The Saint Petersburg hall houses the photograph of a 19th-century writer from the Ural region, Fyodor Reshetnikov. The picture features Fyodor’s wife Seraphima, their son Semyon, and daughter Maria. Reshetnikov met Seraphima Kargopolova, his future wife, at the country house in the village of Krasnoye Selo in the summer of 1864. By then, she had graduated from Saint Petersburg Institute of Obstetrics and had been looking for the position of an obstetrician. At the time, she was staying at her brother’s place. He was a government official. In 1865, Fyodor and Seraphima got married. However, according to the writer’s diary, the newlyweds were not all that happy. In that same year, Reshetnikov took the following notes of his wife: “It looks like she is a lady who graciously accepts me as if I am a peasant who received some education; she is living off me, and does nothing <…> she insists on my holding her hand when we go out and putting on proper clothes, which I am not willing to do. Poor thing…she is going to lack more wits when she has a baby; she will bring the child up in the same poor fashion. What is to be done? ”
Seraphima gave birth to a girl on November 7, 1865. There is another record in Reshetnikov”s diary that was made on 3 December ’…[my] wife…gave birth to a girl, and she is still at the clinic and does not leave her bed’. A year later, Seraphima got a job as an obstetrician at the military hospital in Brest-Litovsk. Reshetnikov left Petersburg and followed her there on January 9, 1867. Six days later, Seraphima gave birth to a boy they named Semyon.
In September 1867, Fyodor Reshetnikov and his wife returned to Petersburg, then the capital, for a while. The two following years he spent traveling between Petersburg and Brest-Litovsk. Three years later, Seraphima quit her work and came back to Saint Petersburg together with her husband. At that time his novel “Your Own Bread and Butter” was published in the Homeland Notes magazine. The novel is based on the biography of Seraphima Reshetnikova.
In early March 1871, Reshetnikov did not feel good. A friend of his, Nikolay Novokreshchennykh, recalls March 8, when he met Reshetnikov’s wife on her way home. He remembers ‘saying to her to pay attention to her husband”s health, he seemed somewhat frail’. On March 9, the Reshetnikovs had guests in the evening. The write was lying in his study. From time to time, V. Komarov checked on Fyodor Reshetnikov. At 11 o’clock, Komarov found the writer in agony. According to a medical report, the writer died of “pulmonary edema associated with active tuberculosis and general heart malfunction”.
Seraphima gave birth to a girl on November 7, 1865. There is another record in Reshetnikov”s diary that was made on 3 December ’…[my] wife…gave birth to a girl, and she is still at the clinic and does not leave her bed’. A year later, Seraphima got a job as an obstetrician at the military hospital in Brest-Litovsk. Reshetnikov left Petersburg and followed her there on January 9, 1867. Six days later, Seraphima gave birth to a boy they named Semyon.
In September 1867, Fyodor Reshetnikov and his wife returned to Petersburg, then the capital, for a while. The two following years he spent traveling between Petersburg and Brest-Litovsk. Three years later, Seraphima quit her work and came back to Saint Petersburg together with her husband. At that time his novel “Your Own Bread and Butter” was published in the Homeland Notes magazine. The novel is based on the biography of Seraphima Reshetnikova.
In early March 1871, Reshetnikov did not feel good. A friend of his, Nikolay Novokreshchennykh, recalls March 8, when he met Reshetnikov’s wife on her way home. He remembers ‘saying to her to pay attention to her husband”s health, he seemed somewhat frail’. On March 9, the Reshetnikovs had guests in the evening. The write was lying in his study. From time to time, V. Komarov checked on Fyodor Reshetnikov. At 11 o’clock, Komarov found the writer in agony. According to a medical report, the writer died of “pulmonary edema associated with active tuberculosis and general heart malfunction”.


Scan the records below. Copy every line in which the word "data" appears.

§ Given entries
+ + +

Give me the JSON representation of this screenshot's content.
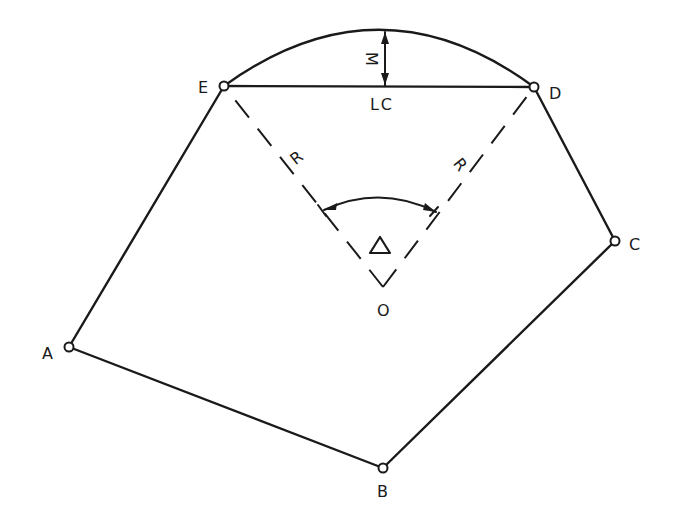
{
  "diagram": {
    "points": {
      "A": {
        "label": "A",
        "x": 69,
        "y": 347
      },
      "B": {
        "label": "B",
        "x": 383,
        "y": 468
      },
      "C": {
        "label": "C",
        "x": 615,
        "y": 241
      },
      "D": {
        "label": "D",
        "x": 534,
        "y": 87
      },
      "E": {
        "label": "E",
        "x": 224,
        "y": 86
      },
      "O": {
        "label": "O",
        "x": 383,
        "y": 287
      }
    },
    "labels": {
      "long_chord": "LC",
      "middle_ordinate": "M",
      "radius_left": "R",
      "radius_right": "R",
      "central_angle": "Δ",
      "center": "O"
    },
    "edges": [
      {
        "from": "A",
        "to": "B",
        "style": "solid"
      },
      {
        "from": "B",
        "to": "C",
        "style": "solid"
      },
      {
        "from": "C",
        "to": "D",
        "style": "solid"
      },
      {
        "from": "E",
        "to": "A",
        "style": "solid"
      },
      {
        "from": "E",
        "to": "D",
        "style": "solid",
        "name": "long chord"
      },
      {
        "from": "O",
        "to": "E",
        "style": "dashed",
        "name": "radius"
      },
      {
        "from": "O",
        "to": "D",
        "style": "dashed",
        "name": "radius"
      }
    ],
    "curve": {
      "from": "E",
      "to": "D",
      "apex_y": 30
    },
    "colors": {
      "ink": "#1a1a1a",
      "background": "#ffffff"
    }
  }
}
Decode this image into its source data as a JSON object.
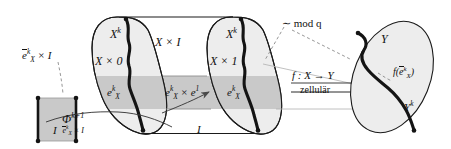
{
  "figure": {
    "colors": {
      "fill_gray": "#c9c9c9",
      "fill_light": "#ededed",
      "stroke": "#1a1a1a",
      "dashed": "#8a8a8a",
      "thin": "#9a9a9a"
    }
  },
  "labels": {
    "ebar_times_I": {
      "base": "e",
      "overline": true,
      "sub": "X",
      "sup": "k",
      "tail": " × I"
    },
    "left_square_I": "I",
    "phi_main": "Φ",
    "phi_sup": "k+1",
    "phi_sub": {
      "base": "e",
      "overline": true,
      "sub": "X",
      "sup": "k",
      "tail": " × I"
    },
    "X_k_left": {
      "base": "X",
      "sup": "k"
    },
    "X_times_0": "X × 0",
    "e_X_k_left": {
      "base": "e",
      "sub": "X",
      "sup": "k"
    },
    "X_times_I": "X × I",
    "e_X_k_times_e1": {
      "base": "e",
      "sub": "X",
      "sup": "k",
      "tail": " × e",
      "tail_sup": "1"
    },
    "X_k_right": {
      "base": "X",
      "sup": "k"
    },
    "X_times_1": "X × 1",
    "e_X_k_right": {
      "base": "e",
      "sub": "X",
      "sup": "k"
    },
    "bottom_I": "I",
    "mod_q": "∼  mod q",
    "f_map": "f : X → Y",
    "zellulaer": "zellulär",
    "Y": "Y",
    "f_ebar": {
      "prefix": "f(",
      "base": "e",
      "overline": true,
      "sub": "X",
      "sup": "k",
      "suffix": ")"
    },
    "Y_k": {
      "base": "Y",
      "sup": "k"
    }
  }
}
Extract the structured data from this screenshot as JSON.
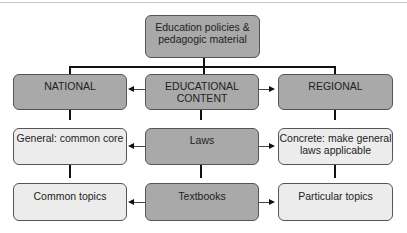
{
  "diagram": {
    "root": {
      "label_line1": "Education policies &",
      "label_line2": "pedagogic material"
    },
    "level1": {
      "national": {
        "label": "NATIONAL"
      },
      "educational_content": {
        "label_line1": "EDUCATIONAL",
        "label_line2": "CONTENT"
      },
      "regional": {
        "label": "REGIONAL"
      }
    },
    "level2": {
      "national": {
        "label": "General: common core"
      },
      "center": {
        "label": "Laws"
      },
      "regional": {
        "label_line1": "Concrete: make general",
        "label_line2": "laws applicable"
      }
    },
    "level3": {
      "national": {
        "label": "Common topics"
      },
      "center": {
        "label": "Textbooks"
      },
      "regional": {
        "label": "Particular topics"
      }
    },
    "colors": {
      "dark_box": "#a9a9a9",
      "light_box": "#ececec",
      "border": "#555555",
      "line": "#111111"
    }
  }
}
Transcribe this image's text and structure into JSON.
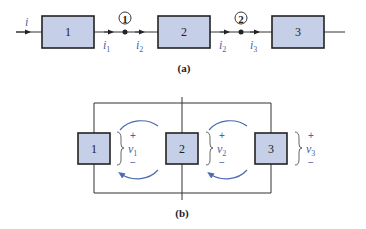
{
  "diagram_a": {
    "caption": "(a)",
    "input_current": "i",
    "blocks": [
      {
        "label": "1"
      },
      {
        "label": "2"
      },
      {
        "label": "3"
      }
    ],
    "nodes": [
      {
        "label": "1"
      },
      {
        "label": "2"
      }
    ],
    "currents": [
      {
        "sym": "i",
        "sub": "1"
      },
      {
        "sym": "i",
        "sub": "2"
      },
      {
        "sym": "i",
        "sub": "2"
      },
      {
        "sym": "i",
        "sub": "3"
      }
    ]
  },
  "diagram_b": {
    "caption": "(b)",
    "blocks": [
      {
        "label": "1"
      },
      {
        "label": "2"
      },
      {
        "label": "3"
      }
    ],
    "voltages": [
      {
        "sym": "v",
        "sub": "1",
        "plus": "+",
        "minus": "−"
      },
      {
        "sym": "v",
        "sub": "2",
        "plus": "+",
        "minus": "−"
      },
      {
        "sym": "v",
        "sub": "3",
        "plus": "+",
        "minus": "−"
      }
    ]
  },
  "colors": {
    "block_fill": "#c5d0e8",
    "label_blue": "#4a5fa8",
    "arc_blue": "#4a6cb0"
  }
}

+ + +

§ Finished task
Decode this image into its source data as a JSON object.
Extract the structured data from this screenshot as JSON.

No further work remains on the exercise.